The flaw in that "reasoning"--if it can be called that--is that Senator Clinton has been a critic of the management of the war from day one and wants to change the current course in Iraq.
ROFL! Yeah, OK...
"Oh, Mr. Bush... here's the deal --
declare all the wars you want... as long as it's neat and squeaky clean. We'll take the cowardly route and be complicit in your militaristic route. Don't worry, you have our support.
But if they go bad, you can be sure that we'll do our best to blame you for everything that goes wrong, and hope no one notices that we've been calling you 'The Worst President in history for years', but we also just gave someone with that title a blank check to go to war."
In other words...
war is OK... as long as you manage it awfully well.
Senator Clinton, and her gang of pundit-hugging centrists like Feinstein, Schumer, and the like... aren't criticizing the decision to go to war... or denouncing war as something that should be avoided at just about all costs barring a situation like World War II (which we *all* now know isn't the current situation, and anyone who didn't have our heads up our asses knew four years ago).
They're criticizing the "management" of the war. That's it... just the 'management' of it. And you try to shame me into the fact that I didn't vote for Kerry? Sorry, baby, I'm quite proud of voting the way I did.
And supposedly, my "reasoning" is the one that has flaws...
You have to admit that our country would be far better off if John Kerry were President today and not Geroge Bush.
I find it hard that even you would admit that, because it would mean Hillary would have to have waited at least another four years to be president, wouldn't she have? We all know that's mostly all you care about.
But as to your point, on the contrary, it's very possible that people would have taken all that energy that they put into the 2004 race, declared things "OK" again, and given up, fully convinced that things were OK again, instead of continuing to examine the inherent flaws in the current system. The media (especially the beltway gasbags), the electoral system, the one/two party system, the lack of grassroots input in the political process, the horde of pigs feeding at the trough in Washington; all those things would have continued to go unquestioned. That would have been an unintended consequence of installing Kerry in the WH... at least on the part of most voters. It would have been an intended consequence, however of the political elite.
The only thing that happened post 2004 that wasn't already happening pre 2004 (meaning things like Iraqi civilians dying; nobody gave a shit about them before, so I doubt anyone would now), and is almost impossible to reverse, and a broad-based coalition of people are forced to care about because it impacts so many issues, is the appointment of two more conservative Supreme Court justices.
I'd like to think that Americans would have followed along even if Kerry had actually been able to take the position he won in spite of himself (because everyone knows he didn't have the stomach to fight for it), but one thing we both agree, is that we simply can't expect Americans to perform their civic duty to educate themselves. So, since Kerry never actually made it to the WH, the two conservative Supreme Court justices seem to be the only thing that will force the 'security moms' (if there actually were more than three or four) to really examine the consequences of voting based on ridiculous rhetoric instead of based on reason and education.
If more people, like you, had voted for him, we probably wouldn't be facing these problems. The fact that that didn't happen is nothing to be proud about.
First off, there are no "people like me".
Secondly, it makes no difference how many people vote for Kerry, if he isn't willing to fight for his victory, and leaves millions of people hanging there, including his own VP candidate who vowed not to quit until every last vote was counted. I felt very bad for all those people that waited for hours in line to vote in Ohio, never got to, and the fact that they were betrayed and abandoned for all their efforts -- it just wasn't something that made me regret me not casting a vote for Kerry in a state that went blue long before the night was running long, and people's hearts started beating fast and they started getting really, really nervous as the "number of precincts reporting" and the percents from each precinct accumulated into a number that seemed to continue to mutate one way even as exit polls predicted something different earlier in the night, and a sinking feeling started developing in a LOT of people's stomachs.
Finally, if anything is happening because of these last four years with Bush as a lame duck president, Americans are being forced to question whether their country is as great as they've been brainwashed to believe it is. They're being forced to look into the mirror, something that they never really let themselves do for very long... because they didn't necessarily like what they see. Waving all the flags in the world won't let them out of that one. And neither will bombing some random country on a map when you don't like to look at what's terribly wrong with your own. After all, they've already tried it, and it failed to fix anything. Maybe once this is over, America can reclaim the moral leadership it lost the right to invoke every time it pointed the finger at some other country... and not just in the past six years or so, either.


ACTIVITY
Go through the entries below and tally each line holding the string "Baby". Return the number only.

App and web page records
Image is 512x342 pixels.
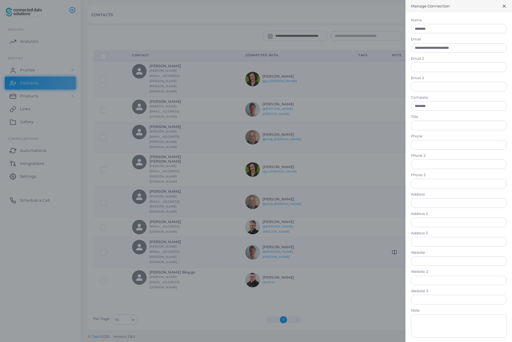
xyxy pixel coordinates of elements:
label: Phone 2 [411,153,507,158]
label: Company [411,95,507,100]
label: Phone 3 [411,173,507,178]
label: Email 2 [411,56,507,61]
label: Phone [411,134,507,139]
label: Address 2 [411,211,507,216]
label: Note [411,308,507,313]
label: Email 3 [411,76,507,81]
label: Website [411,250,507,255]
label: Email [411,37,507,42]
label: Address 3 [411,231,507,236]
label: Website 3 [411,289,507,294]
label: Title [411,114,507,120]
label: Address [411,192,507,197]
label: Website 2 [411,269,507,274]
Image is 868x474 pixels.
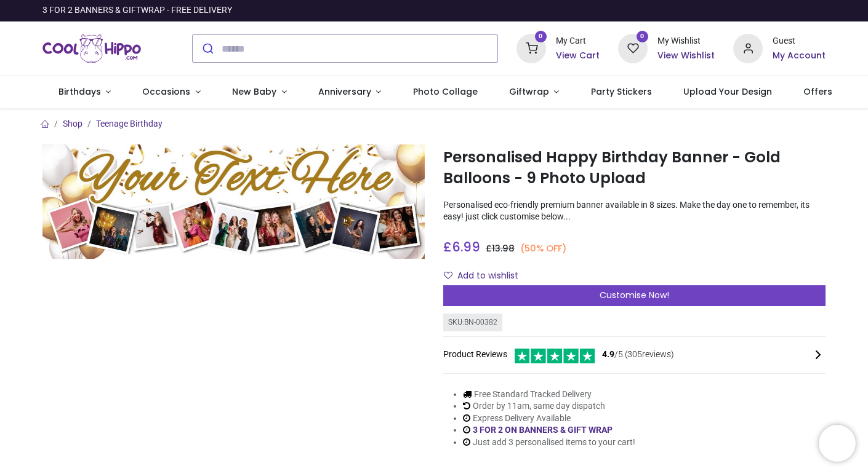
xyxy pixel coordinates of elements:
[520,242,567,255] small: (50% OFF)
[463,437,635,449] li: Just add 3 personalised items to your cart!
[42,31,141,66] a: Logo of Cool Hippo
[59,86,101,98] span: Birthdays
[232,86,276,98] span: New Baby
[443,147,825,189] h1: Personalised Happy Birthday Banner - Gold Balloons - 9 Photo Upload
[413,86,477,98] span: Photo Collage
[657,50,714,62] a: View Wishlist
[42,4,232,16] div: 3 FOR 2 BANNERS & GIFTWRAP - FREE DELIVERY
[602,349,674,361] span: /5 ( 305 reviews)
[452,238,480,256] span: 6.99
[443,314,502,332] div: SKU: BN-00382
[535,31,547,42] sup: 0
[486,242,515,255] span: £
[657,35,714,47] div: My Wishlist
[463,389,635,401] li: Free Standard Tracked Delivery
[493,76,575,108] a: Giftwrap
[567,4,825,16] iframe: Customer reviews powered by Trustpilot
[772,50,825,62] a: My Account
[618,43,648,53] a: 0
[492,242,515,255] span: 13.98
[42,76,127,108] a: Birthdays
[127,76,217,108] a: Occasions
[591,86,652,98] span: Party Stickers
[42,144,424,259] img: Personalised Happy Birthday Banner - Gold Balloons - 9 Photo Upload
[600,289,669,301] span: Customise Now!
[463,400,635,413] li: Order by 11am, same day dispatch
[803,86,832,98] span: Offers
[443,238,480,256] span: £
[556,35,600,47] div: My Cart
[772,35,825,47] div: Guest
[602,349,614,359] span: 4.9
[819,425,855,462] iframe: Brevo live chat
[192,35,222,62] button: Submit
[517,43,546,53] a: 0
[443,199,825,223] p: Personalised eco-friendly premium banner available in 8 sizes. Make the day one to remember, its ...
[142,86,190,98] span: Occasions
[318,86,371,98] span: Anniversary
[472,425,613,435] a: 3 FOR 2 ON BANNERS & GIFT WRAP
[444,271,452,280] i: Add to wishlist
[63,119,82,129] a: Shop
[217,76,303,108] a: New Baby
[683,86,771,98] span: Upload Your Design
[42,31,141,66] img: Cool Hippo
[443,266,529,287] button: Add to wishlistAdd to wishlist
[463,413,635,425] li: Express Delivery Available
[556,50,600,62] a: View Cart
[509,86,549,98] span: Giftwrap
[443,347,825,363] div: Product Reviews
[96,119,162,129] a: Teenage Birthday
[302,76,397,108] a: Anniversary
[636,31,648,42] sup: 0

EXERCISE RESULT
2